IDLI classifies methylase-inaccessible footprints on individual chromatin fibres into (i) linker-histone-associated nucleosomes; (ii) nucleosomes with focal DNA accessibility along the nucleosome wrap; (iii) unwrapped nucleosomes; and (iv) subnucleosomal species such as hexasomes, tetrasomes and other short DNA protections. Applying IDLI to chromatin from mouse embryonic stem cells, we discover that more than 85% of nucleosomes exhibit intranucleosomally accessible DNA (nucleosome ‘distortion’).
We observe epigenomic-domain- and expression-level-specific patterns of distortion, including at promoters and mouse satellite repeat sequences. Transcription factor (TF) motif occurrence correlates significantly with distinct types of distortion, and degron experiments provide evidence of direct regulation by TFs. We apply IDLI to in vitro endoderm differentiation in human induced pluripotent stem cells and primary mouse hepatocytes.
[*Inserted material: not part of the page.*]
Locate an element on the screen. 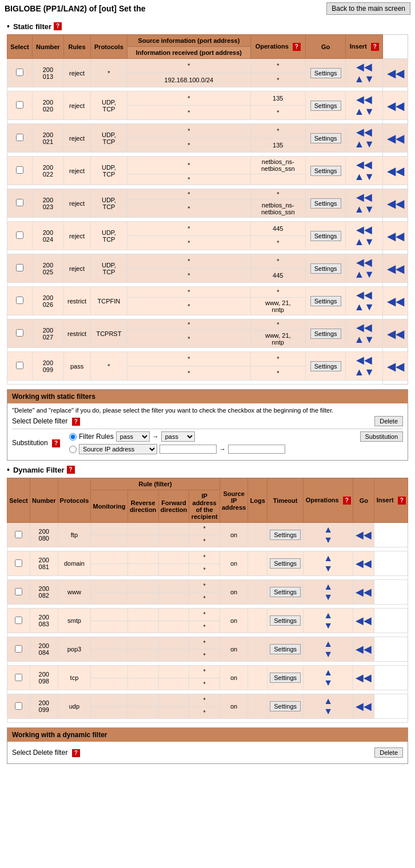  static-filter-help-icon: ? is located at coordinates (58, 26).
In both cases, we observe distortion at pioneer TF FOXA2 binding sites, demonstrating that distortion is developmentally encoded and present in vivo. Finally, genetic experiments in mice show that a nucleosome-binding domain of FOXA2 directly affects nucleosome structure in vivo, implicating these protein–nucleosome interactions as direct mediators of distortion. Our work suggests extreme but regulated nucleosome structural variability at the single-molecule level.
Furthermore, our approach offers opportunities to model TF binding, nucleosome remodelling and cell-type-specific chromatin regulation across biological contexts.